Others have challenged Smith Mundt on the grounds that it violates the Freedom of Information Act. In February 1996, Essential Information, Inc., a non-profit citizen activist group founded in 1982 by Ralph Nader asked the USIA for six months records. The USIA refused citing the Smith Mundt Act as the reason for noncompliance. Essential Information Inc. then filed suit. In November 1996 the federal District Court in Washington, D.C., ruled that the Smith-Mundt Act is one of the statutes requiring confidentiality addressed in the FOI Act's Exemption 3.
Smith-Mundt has taken on a new role in recent years with the expansion of "public affairs" activities throughout government. Each new program now includes a PA component, whose primary task is coordinating with Capitol Hill and conducting media relations domestically.
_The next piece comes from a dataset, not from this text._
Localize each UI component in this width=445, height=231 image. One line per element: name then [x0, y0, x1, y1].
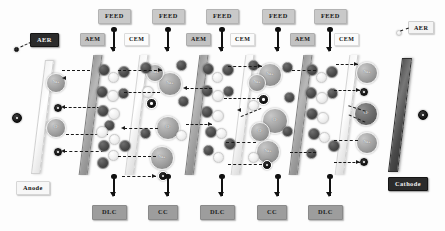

Career PD officials in the field are expected to support these operations with regular feeds in the form of "success stories" for publication in the U.S. The U.S. Agency for International Development has developed its own international PA system, which largely bypasses State's "PD" network that formally comes under Smith-Mundt. The President's Emergency Plan for AIDS Relief (PEPFAR), housed in State, expressly demands that PAOs feed its domestic pipeline such stories, whose original ostensible purpose was to serve as overseas press releases -- the Smith-Mundt figleaf. The current head of its PA operation served as a political appointee press officer in Baghdad, where her primary task was handling U.S. media and Congressional liaison offices; she views this as the primary responsibility of all PAOs everywhere. Similar pressures now flow from other State offices. Rather than promote PD in the field, using informed local expertise, PAOs now are viewed as campaign cogs to buttress policies back home. Smith-Mundt is the only legal obstacle to this growing practice, and a weak one at that since non-State offices have a free hand.
Smith Mundt and the Fulbright Hays Act (1961) are considered to be the corner stones of United States public diplomacy legislation.